With the annexation of Crimea, Russia’s state-controlled energy giant, Gazprom, has declared control of Ukraine’s offshore gas and oil fields in the Sea of Azov. If Russia seizes the eastern land corridor to Crimea, it would cut Ukraine off from that coastline, consolidating that claim.
That eastern corridor would help Russia supply Crimea by land, meeting its heavy dependency on basics such as food, 85 percent of which must come from the Ukrainian mainland.
While military imports from Ukraine are not particularly extensive, they are vital for strategic sectors of Russia’s defense complex and cannot immediately be replaced by Russian production. These imports include intercontinental ballistic missiles, missile guidance systems, gas turbine engines and gears, air force missiles and auxiliary systems as well as medium range air-to-air missiles. Ukraine also supplies natural uranium for Russia’s nuclear industry.
This Russian reliance on Ukraine’s defense industry may might increase Russia’s incentive to find a peaceful resolution in the Ukraine-Russia relationship, or, in light of recent events, propel Putin to grab these enterprises as part of a larger land grab.

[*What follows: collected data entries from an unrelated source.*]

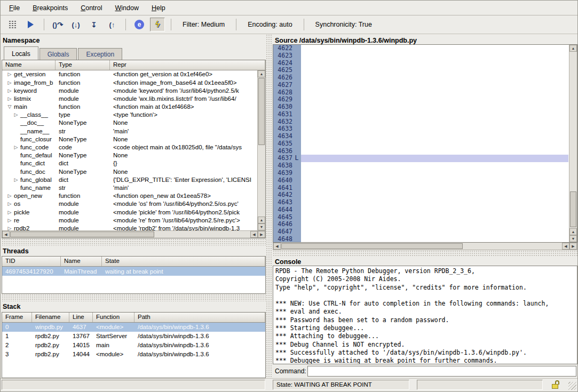 The width and height of the screenshot is (578, 392). What do you see at coordinates (133, 196) in the screenshot?
I see `namespace-row: ▷ open_new function <function open_new a…` at bounding box center [133, 196].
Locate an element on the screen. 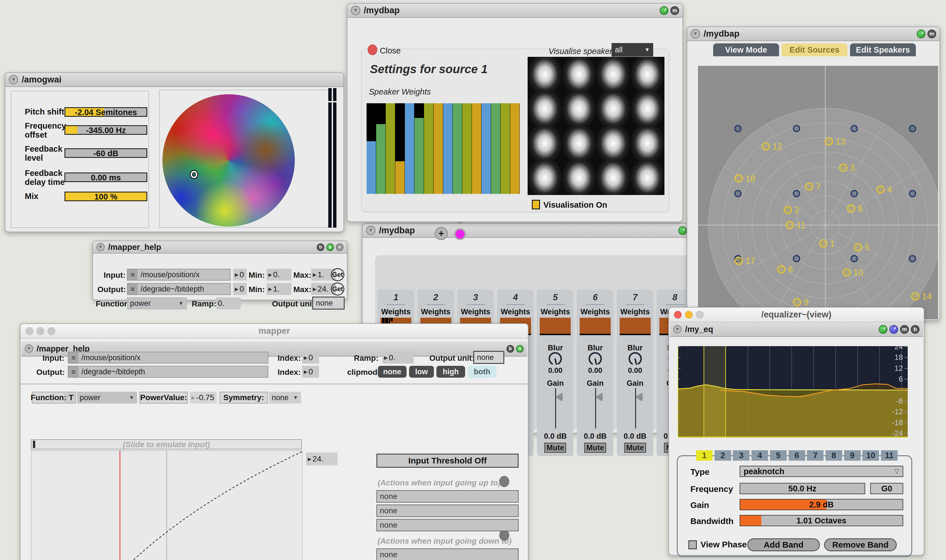  radar-titlebar: ▼ /mydbap m is located at coordinates (813, 34).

May will be the critical month for Russia’s decision-making, say Sutyagin and Clarke. Ukrainian presidential elections are to take place on May 25. If they go well, that will diminish Putin’s claims to be acting in the humanitarian interests of Russian speakers living in Ukraine. Furthermore, come May Russian troops, which have been at readiness for nearly a month will be losing their combat effectiveness. Troops must either be deployed or stand down.
Irena Chalupa covers Ukraine and Eastern Europe at the Atlantic Council.